Or: How to Make a $1,500 Sandwich
My good friend Jeff Mann, the true Yard Ramp Guy, has asked me to revisit some of my original posts. This week in my From the Archives series: everyone has, um, a (sandwich) price.
Have you ever made food from scratch? If you said yes, you're probably thinking of cooking bread from flour and yeast and so on.
You probably aren't thinking of growing the wheat, harvesting it, milling it, and all that jazz. One guy in Minnesota, however, decided to actually cook a chicken sandwich from scratch. It took him six months and cost him $1,500.
Little bit ridiculous, right? We’ve evolved our modern society toward specialization in order to reduce the workload on people and prevent us from having to do such outrageous things.
The most interesting aspect of this is, of course, the salt: the guy from Minnesota had to fly to the West Coast to harvest his salt.

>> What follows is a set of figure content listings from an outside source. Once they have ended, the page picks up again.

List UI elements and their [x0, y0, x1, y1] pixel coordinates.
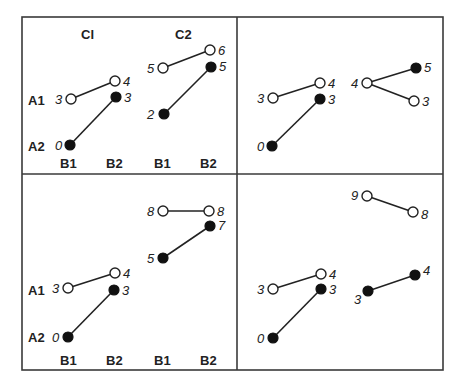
col-label-b1: B1 [60, 156, 77, 171]
line-a2-c1 [272, 99, 320, 146]
value-label: 8 [147, 204, 155, 219]
open-marker [408, 207, 418, 217]
row-label-a2: A2 [28, 330, 45, 345]
col-label-b1: B1 [154, 156, 171, 171]
header-c2: C2 [175, 27, 192, 42]
line-a2-c2 [367, 68, 416, 83]
value-label: 3 [257, 282, 265, 297]
row-label-a1: A1 [28, 93, 45, 108]
open-marker [268, 284, 278, 294]
value-label: 3 [328, 92, 336, 107]
value-label: 3 [422, 94, 430, 109]
open-marker [110, 76, 120, 86]
open-marker [205, 45, 215, 55]
value-label: 8 [421, 207, 429, 222]
col-label-b2: B2 [200, 156, 217, 171]
value-label: 0 [257, 139, 265, 154]
panel-top-right: 3 4 0 3 4 5 3 [257, 60, 432, 154]
line-a1-c2 [163, 50, 210, 68]
value-label: 2 [146, 107, 155, 122]
filled-marker [65, 140, 75, 150]
line-a1-c1 [68, 273, 115, 288]
open-marker [158, 206, 168, 216]
value-label: 0 [52, 330, 60, 345]
line-a2-c2 [368, 275, 415, 291]
open-marker [268, 93, 278, 103]
value-label: 3 [354, 292, 362, 307]
filled-marker [159, 109, 169, 119]
open-marker [158, 63, 168, 73]
col-label-b1: B1 [60, 353, 77, 368]
value-label: 7 [218, 218, 226, 233]
line-a2-c1 [273, 289, 321, 338]
line-a1-c2 [367, 83, 414, 101]
line-a1-c2 [367, 196, 413, 212]
panel-bottom-right: 3 4 0 3 9 8 3 4 [257, 188, 430, 346]
header-c1: Cl [81, 27, 94, 42]
value-label: 6 [218, 43, 226, 58]
filled-marker [206, 62, 216, 72]
value-label: 3 [55, 92, 63, 107]
value-label: 0 [55, 138, 63, 153]
col-label-b2: B2 [200, 353, 217, 368]
panel-top-left: Cl C2 A1 A2 B1 B2 B1 B2 3 4 0 3 5 6 2 5 [28, 27, 227, 171]
filled-marker [316, 284, 326, 294]
open-marker [362, 78, 372, 88]
value-label: 5 [424, 60, 432, 75]
filled-marker [267, 141, 277, 151]
filled-marker [158, 253, 168, 263]
filled-marker [411, 63, 421, 73]
line-a2-c2 [163, 226, 210, 258]
filled-marker [315, 94, 325, 104]
value-label: 4 [123, 266, 130, 281]
filled-marker [410, 270, 420, 280]
panel-bottom-left: A1 A2 B1 B2 B1 B2 3 4 0 3 8 8 5 7 [28, 204, 226, 368]
row-label-a1: A1 [28, 283, 45, 298]
interaction-diagram: Cl C2 A1 A2 B1 B2 B1 B2 3 4 0 3 5 6 2 5 [0, 0, 463, 388]
value-label: 4 [423, 263, 430, 278]
value-label: 5 [219, 59, 227, 74]
open-marker [110, 268, 120, 278]
col-label-b1: B1 [154, 353, 171, 368]
col-label-b2: B2 [106, 156, 123, 171]
value-label: 4 [123, 74, 130, 89]
open-marker [204, 206, 214, 216]
value-label: 3 [257, 91, 265, 106]
filled-marker [109, 285, 119, 295]
line-a2-c2 [164, 67, 211, 114]
value-label: 3 [122, 283, 130, 298]
filled-marker [63, 332, 73, 342]
line-a1-c1 [273, 274, 321, 289]
value-label: 4 [329, 267, 336, 282]
row-label-a2: A2 [28, 139, 45, 154]
line-a1-c1 [273, 83, 320, 98]
outer-frame [22, 17, 443, 370]
filled-marker [111, 92, 121, 102]
value-label: 3 [329, 282, 337, 297]
open-marker [409, 96, 419, 106]
line-a2-c1 [68, 290, 114, 337]
open-marker [63, 283, 73, 293]
open-marker [316, 269, 326, 279]
line-a1-c1 [71, 81, 115, 99]
value-label: 5 [147, 61, 155, 76]
value-label: 9 [351, 188, 358, 203]
value-label: 8 [217, 204, 225, 219]
value-label: 4 [328, 76, 335, 91]
value-label: 4 [351, 76, 358, 91]
open-marker [315, 78, 325, 88]
filled-marker [363, 286, 373, 296]
value-label: 3 [124, 90, 132, 105]
filled-marker [205, 221, 215, 231]
open-marker [362, 191, 372, 201]
open-marker [66, 94, 76, 104]
value-label: 0 [257, 331, 265, 346]
filled-marker [268, 333, 278, 343]
line-a2-c1 [70, 97, 116, 145]
value-label: 3 [52, 281, 60, 296]
col-label-b2: B2 [106, 353, 123, 368]
value-label: 5 [147, 251, 155, 266]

If he wanted to be a purist, he would have needed to either walk all the way to the ocean or build his own airplane from scratch.
Obviously, that’s too much work for a YouTube video.
If he wanted to be even more of a purist, he would have needed to build all his tools himself. No stove; rather, an open fire. And no metal pot; he would have needed to fashion his own cookware instead. You can see how quick the absurdity things would’ve gotten.
So where am I going with all this?
Believe it or not, I wanted to talk about survivalists. The typical survivalist strategy is to master a certain number of survival skills and to accumulate massive amounts of resources for survival purposes.
The missing ingredients? Almost everything, really. Our society has accumulated unbelievably huge quantities of knowledge dedicated toward merely keeping civilization running, mostly in the form of working professionals.
If someone were to make all of society's doctors disappear, we wouldn't be able to just set a bunch of people to the books and expect them to become doctors in a decade or so. Civilization reconstruction is a problem of a magnitude more significant than assembling a sandwich from scratch.
Any society emerging from survivalists in the wake of the collapse of civilization is going to be fairly primitive, by necessity.
And just to reassure Maggie and the kids and my gaggle of grandkids: I'm not investing in survivalist gear. Modern civilization is pretty durable. Gambling on it failing seems like way too much of a sucker bet to me.
Yard Ramp Guy Blog: The Diesel Blues
This week, my friend The Yard Ramp Guy turns the simple (chart) into the profound. Oh, and there's George Foreman, too.